Beside the little strip of ore, whose false promises of riches had lured them into this land of death, they held a conference. The hills opened to a low swale which led up toward the loftier summits in the south. They decided to follow that depression in search of another ledge.
They made their daily journeys along its course, returning with evening to the Bruncknow house, whose inmates were away at the time on some expedition of their own. Sometimes they saw the smoke of signal-fires over in the Dragoons; sometimes the slender columns rose from the summit of the Whetstone Mountains in the north. One morning–they had spent the previous night out here in the hills–they awoke to find a fresh trail in the bear-grass within a hundred yards of where they had been sleeping, and in the middle of the track Dick Gird picked up one of the rawhide wristlets which Apaches wore to protect their arms from the bowstring.
That day Ed Schiefflin discovered a new outcropping. Gird assayed the specimens in a rude furnace which he had fashioned from the fireplace at the Bruncknow house. Some of them yielded as high as $2,200 to the ton. Exploration work showed every evidence of a great ore body. Two or three of the fragments which they had chipped from it below the surface assayed $9,000 a ton. They had made their big strike. They staked the claim, and when they came to fixing on a name Ed Schiefflin remembered once more those words of the old-timer at the Bruncknow house.
“We’ll call it the Tombstone,” he said, and told the story.
It was recorded in Tucson as the Tombstone.

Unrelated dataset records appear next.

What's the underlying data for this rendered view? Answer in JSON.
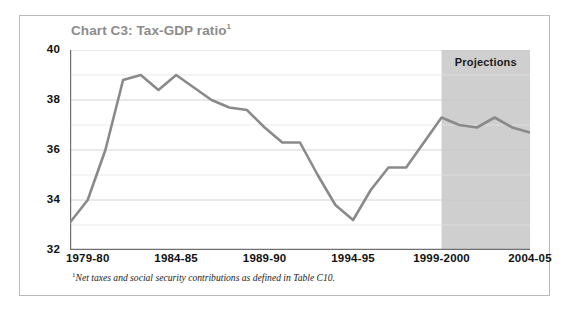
{
  "figure": {
    "title": "Chart C3: Tax-GDP ratio",
    "title_superscript": "1",
    "footnote_marker": "1",
    "footnote": "Net taxes and social security contributions as defined in Table C10.",
    "projections_label": "Projections",
    "colors": {
      "line": "#8a8a8a",
      "projection_band": "#cfcfcf",
      "frame": "#b9b9b9",
      "title": "#8b8b8b",
      "axis": "#6f6f6f",
      "gridline": "#d8d8d8",
      "tick_label": "#111111",
      "background": "#ffffff"
    }
  },
  "chart_data": {
    "type": "line",
    "title": "Chart C3: Tax-GDP ratio",
    "xlabel": "",
    "ylabel": "",
    "ylim": [
      32,
      40
    ],
    "yticks": [
      32,
      34,
      36,
      38,
      40
    ],
    "yticks_minor": [
      33,
      35,
      37,
      39
    ],
    "ytick_labels": [
      "32",
      "34",
      "36",
      "38",
      "40"
    ],
    "grid": true,
    "legend": false,
    "x_tick_labels": [
      "1979-80",
      "1984-85",
      "1989-90",
      "1994-95",
      "1999-2000",
      "2004-05"
    ],
    "x_tick_categories": [
      "1979-80",
      "1984-85",
      "1989-90",
      "1994-95",
      "1999-2000",
      "2004-05"
    ],
    "categories": [
      "1978-79",
      "1979-80",
      "1980-81",
      "1981-82",
      "1982-83",
      "1983-84",
      "1984-85",
      "1985-86",
      "1986-87",
      "1987-88",
      "1988-89",
      "1989-90",
      "1990-91",
      "1991-92",
      "1992-93",
      "1993-94",
      "1994-95",
      "1995-96",
      "1996-97",
      "1997-98",
      "1998-99",
      "1999-2000",
      "2000-01",
      "2001-02",
      "2002-03",
      "2003-04",
      "2004-05"
    ],
    "values": [
      33.1,
      34.0,
      36.0,
      38.8,
      39.0,
      38.4,
      39.0,
      38.5,
      38.0,
      37.7,
      37.6,
      36.9,
      36.3,
      36.3,
      35.0,
      33.8,
      33.2,
      34.4,
      35.3,
      35.3,
      36.3,
      37.3,
      37.0,
      36.9,
      37.3,
      36.9,
      36.7
    ],
    "annotations": [
      {
        "text": "Projections",
        "type": "shaded-region-label",
        "region_start": "1999-2000",
        "region_end": "2004-05"
      }
    ],
    "notes": "Net taxes and social security contributions as defined in Table C10."
  }
}
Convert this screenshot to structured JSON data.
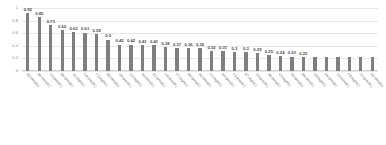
{
  "chart_data": {
    "type": "bar",
    "title": "",
    "xlabel": "",
    "ylabel": "",
    "ylim": [
      0,
      1
    ],
    "grid": true,
    "legend": false,
    "bar_color": "#7f7f7f",
    "yticks": [
      "1",
      "0.8",
      "0.6",
      "0.4",
      "0.2",
      "0"
    ],
    "ytick_values": [
      1,
      0.8,
      0.6,
      0.4,
      0.2,
      0
    ],
    "categories": [
      "B2 (nmol/L)",
      "B5 (nmol/L)",
      "C6 (pmol/L)",
      "B6 (pmol/L)",
      "A1 (ng/mL)",
      "C8 (nmol/L)",
      "F2 (ng/mL)",
      "B3 (nmol/L)",
      "D4 (pmol/L)",
      "C2 (ng/mL)",
      "A5 (nmol/L)",
      "E1 (pmol/L)",
      "C4 (nmol/L)",
      "D7 (ng/mL)",
      "B9 (pmol/L)",
      "A3 (nmol/L)",
      "C1 (ng/mL)",
      "E6 (pmol/L)",
      "F5 (nmol/L)",
      "B7 (ng/mL)",
      "D2 (pmol/L)",
      "A8 (nmol/L)",
      "C5 (ng/mL)",
      "E3 (pmol/L)",
      "B4 (nmol/L)",
      "D9 (ng/mL)",
      "A6 (pmol/L)",
      "C3 (nmol/L)",
      "F8 (ng/mL)",
      "D1 (pmol/L)",
      "E5 (nmol/L)"
    ],
    "values": [
      0.92,
      0.85,
      0.73,
      0.65,
      0.62,
      0.61,
      0.58,
      0.5,
      0.42,
      0.42,
      0.41,
      0.41,
      0.38,
      0.37,
      0.36,
      0.36,
      0.32,
      0.31,
      0.3,
      0.3,
      0.29,
      0.25,
      0.24,
      0.23,
      0.22,
      0.22,
      0.22,
      0.22,
      0.22,
      0.22,
      0.22
    ],
    "value_labels": [
      "0.92",
      "0.85",
      "0.73",
      "0.65",
      "0.62",
      "0.61",
      "0.58",
      "0.5",
      "0.42",
      "0.42",
      "0.41",
      "0.41",
      "0.38",
      "0.37",
      "0.36",
      "0.36",
      "0.32",
      "0.31",
      "0.3",
      "0.3",
      "0.29",
      "0.25",
      "0.24",
      "0.23",
      "0.22",
      "",
      "",
      "",
      "",
      "",
      ""
    ]
  }
}
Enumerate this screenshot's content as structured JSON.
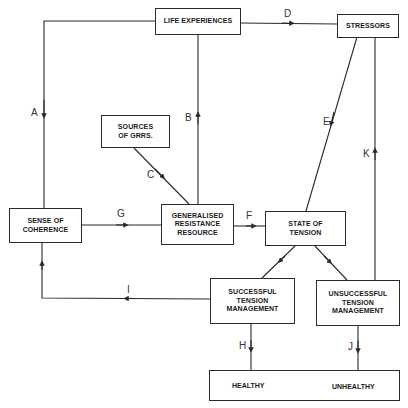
{
  "diagram": {
    "type": "flowchart",
    "nodes": {
      "life_experiences": "LIFE EXPERIENCES",
      "stressors": "STRESSORS",
      "sources_of_grrs": "SOURCES\nOF GRRS.",
      "sense_of_coherence": "SENSE OF\nCOHERENCE",
      "grr": "GENERALISED\nRESISTANCE\nRESOURCE",
      "state_of_tension": "STATE OF\nTENSION",
      "successful": "SUCCESSFUL\nTENSION\nMANAGEMENT",
      "unsuccessful": "UNSUCCESSFUL\nTENSION\nMANAGEMENT",
      "healthy": "HEALTHY",
      "unhealthy": "UNHEALTHY"
    },
    "edges": {
      "A": "A",
      "B": "B",
      "C": "C",
      "D": "D",
      "E": "E",
      "F": "F",
      "G": "G",
      "H": "H",
      "I": "I",
      "J": "J",
      "K": "K"
    },
    "edge_list": [
      {
        "label": "A",
        "from": "LIFE EXPERIENCES",
        "to": "SENSE OF COHERENCE"
      },
      {
        "label": "B",
        "from": "GENERALISED RESISTANCE RESOURCE",
        "to": "LIFE EXPERIENCES"
      },
      {
        "label": "C",
        "from": "SOURCES OF GRRS.",
        "to": "GENERALISED RESISTANCE RESOURCE"
      },
      {
        "label": "D",
        "from": "LIFE EXPERIENCES",
        "to": "STRESSORS"
      },
      {
        "label": "E",
        "from": "STRESSORS",
        "to": "STATE OF TENSION"
      },
      {
        "label": "F",
        "from": "GENERALISED RESISTANCE RESOURCE",
        "to": "STATE OF TENSION"
      },
      {
        "label": "G",
        "from": "SENSE OF COHERENCE",
        "to": "GENERALISED RESISTANCE RESOURCE"
      },
      {
        "label": "H",
        "from": "SUCCESSFUL TENSION MANAGEMENT",
        "to": "HEALTHY"
      },
      {
        "label": "I",
        "from": "SUCCESSFUL TENSION MANAGEMENT",
        "to": "SENSE OF COHERENCE"
      },
      {
        "label": "J",
        "from": "UNSUCCESSFUL TENSION MANAGEMENT",
        "to": "UNHEALTHY"
      },
      {
        "label": "K",
        "from": "UNSUCCESSFUL TENSION MANAGEMENT",
        "to": "STRESSORS"
      }
    ],
    "line_color": "#2a2a2a"
  }
}
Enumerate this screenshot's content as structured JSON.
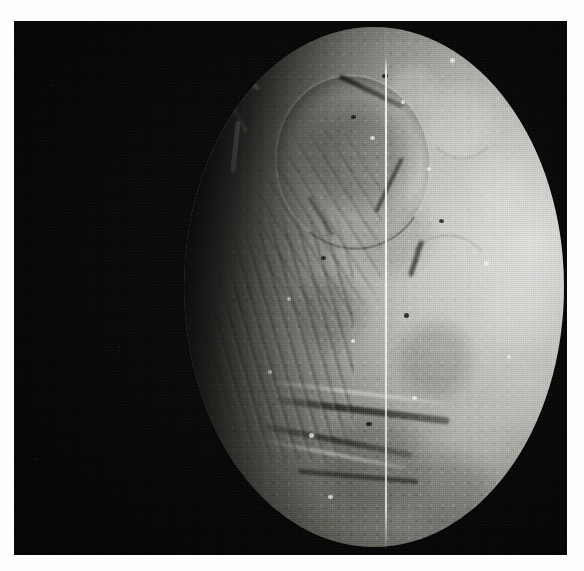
{
  "image": {
    "kind": "astronomical-photograph",
    "subject": "Ariel",
    "subject_type": "icy moon",
    "primary_body": "Uranus",
    "mission": "Voyager 2",
    "color_mode": "grayscale",
    "border_color": "#fdfdfd",
    "sky_color": "#050505",
    "terminator_side": "left",
    "illuminated_limb_side": "right",
    "visible_text": [],
    "alt_text": "Grayscale spacecraft image of a heavily cratered icy moon against black space. The right limb is brightly sunlit while the left side fades into a dark terminator. Networks of deep canyons, grooved ridged terrain and impact craters cross the surface. A thin bright vertical scan-line artifact runs down the disk.",
    "features": [
      {
        "name": "bright-limb",
        "description": "Sunlit eastern limb, highest reflectance region",
        "brightness": "#f2f2f0"
      },
      {
        "name": "terminator",
        "description": "Soft day-night shading boundary on the western side",
        "brightness": "#0a0a08"
      },
      {
        "name": "degraded-crater-ring",
        "description": "Large old impact basin rim in the northern hemisphere"
      },
      {
        "name": "bright-scarp",
        "description": "High-albedo fault scarp near the terminator"
      },
      {
        "name": "canyon-system",
        "description": "Deep graben and rift valleys crossing the southern hemisphere"
      },
      {
        "name": "grooved-terrain",
        "description": "Parallel ridges and troughs along the terminator"
      },
      {
        "name": "scan-line-artifact",
        "description": "Thin bright vertical line from the vidicon camera readout"
      }
    ],
    "geometry": {
      "canvas_width_px": 584,
      "canvas_height_px": 571,
      "plate_left_px": 14,
      "plate_top_px": 21,
      "plate_width_px": 553,
      "plate_height_px": 534,
      "disk_center_x_px": 360,
      "disk_center_y_px": 293,
      "disk_width_px": 380,
      "disk_height_px": 520,
      "scanline_x_px": 385
    }
  }
}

And when the big rush came, Ed Schiefflin, then a figure of importance in the new camp, recited the tale to some of the men who had risked their lives in traveling to these hills. And so they in turn retold the tale.

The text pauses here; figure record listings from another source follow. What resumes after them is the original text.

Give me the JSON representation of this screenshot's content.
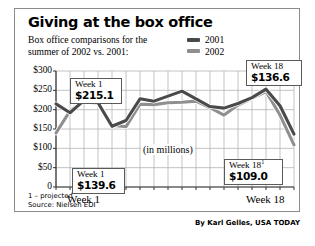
{
  "header": {
    "title": "Giving at the box office",
    "subtitle_line1": "Box office comparisons for the",
    "subtitle_line2": "summer of 2002 vs. 2001:"
  },
  "legend": {
    "items": [
      {
        "label": "2001",
        "color": "#4a4a4a"
      },
      {
        "label": "2002",
        "color": "#8f8f8f"
      }
    ]
  },
  "annotations": {
    "units_note": "(in millions)",
    "callout_top_left": {
      "week": "Week 1",
      "value": "$215.1",
      "sup": ""
    },
    "callout_top_right": {
      "week": "Week 18",
      "value": "$136.6",
      "sup": ""
    },
    "callout_bottom_left": {
      "week": "Week 1",
      "value": "$139.6",
      "sup": ""
    },
    "callout_bottom_right": {
      "week": "Week 18",
      "value": "$109.0",
      "sup": "1"
    }
  },
  "axis": {
    "x_label_left": "Week 1",
    "x_label_right": "Week 18",
    "y_ticks": [
      "$300",
      "$250",
      "$200",
      "$150",
      "$100",
      "$50",
      "0"
    ]
  },
  "footnotes": {
    "projected": "1 – projected",
    "source": "Source: Nielsen EDI"
  },
  "credit": "By Karl Gelles, USA TODAY",
  "chart_data": {
    "type": "line",
    "title": "Giving at the box office",
    "subtitle": "Box office comparisons for the summer of 2002 vs. 2001:",
    "xlabel": "Week",
    "ylabel": "(in millions)",
    "ylim": [
      0,
      300
    ],
    "yticks": [
      0,
      50,
      100,
      150,
      200,
      250,
      300
    ],
    "ytick_labels": [
      "0",
      "$50",
      "$100",
      "$150",
      "$200",
      "$250",
      "$300"
    ],
    "x": [
      1,
      2,
      3,
      4,
      5,
      6,
      7,
      8,
      9,
      10,
      11,
      12,
      13,
      14,
      15,
      16,
      17,
      18
    ],
    "xtick_labels": [
      "Week 1",
      "",
      "",
      "",
      "",
      "",
      "",
      "",
      "",
      "",
      "",
      "",
      "",
      "",
      "",
      "",
      "",
      "Week 18"
    ],
    "grid": true,
    "legend_position": "top-right",
    "series": [
      {
        "name": "2001",
        "color": "#4a4a4a",
        "values": [
          215.1,
          192.0,
          224.0,
          218.0,
          157.0,
          172.0,
          228.0,
          222.0,
          235.0,
          248.0,
          228.0,
          208.0,
          204.0,
          216.0,
          231.0,
          253.0,
          210.0,
          136.6
        ]
      },
      {
        "name": "2002",
        "color": "#8f8f8f",
        "values": [
          139.6,
          197.0,
          222.0,
          216.0,
          160.0,
          156.0,
          214.0,
          213.0,
          218.0,
          219.0,
          222.0,
          205.0,
          186.0,
          212.0,
          229.0,
          247.0,
          186.0,
          109.0
        ]
      }
    ],
    "annotations": [
      {
        "label": "Week 1",
        "value": 215.1,
        "series": "2001",
        "x": 1
      },
      {
        "label": "Week 18",
        "value": 136.6,
        "series": "2001",
        "x": 18
      },
      {
        "label": "Week 1",
        "value": 139.6,
        "series": "2002",
        "x": 1
      },
      {
        "label": "Week 18",
        "value": 109.0,
        "series": "2002",
        "x": 18,
        "footnote": "projected"
      }
    ]
  }
}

That is the way the town got its name.
In after years when men had learned the fulness of that secret which the Apaches had guarded so well from the world–when Bisbee and Nacosari and Cananea were yielding their enormous stores of metal and Tombstone’s mines had given forth many millions of dollars in silver, Ed Schiefflin remained a wealthy man. But the habit of prospecting abided with him and he used to spend long months alone in the wilderness searching for the pure love of search.
Just before one of these expeditions he was driving out of Tombstone with Gus Barron, another old-timer and a close friend, and as they went down the Fairbank road they reached the spot where the three great boulder knolls rise beside the dry wash. Schiefflin drew rein.
“This,” he said to Barron, “is the place where I camped that night when the Apaches almost got me, the night before I found the stringer on the hill. And when I die I want to be buried here with my canteen and my prospector’s pick beside me.”
So when he died up in canyon City, Oregon, just about twenty years after he had made that discovery, they brought his body back and buried it on the summit of the knoll. And they erected a great pyramid of granite boulders on the spot for his monument.
And within sight of that lonely tomb the town stands out on the sky-line, commemorating by its name the steadfastness of Ed Schiefflin, prospector.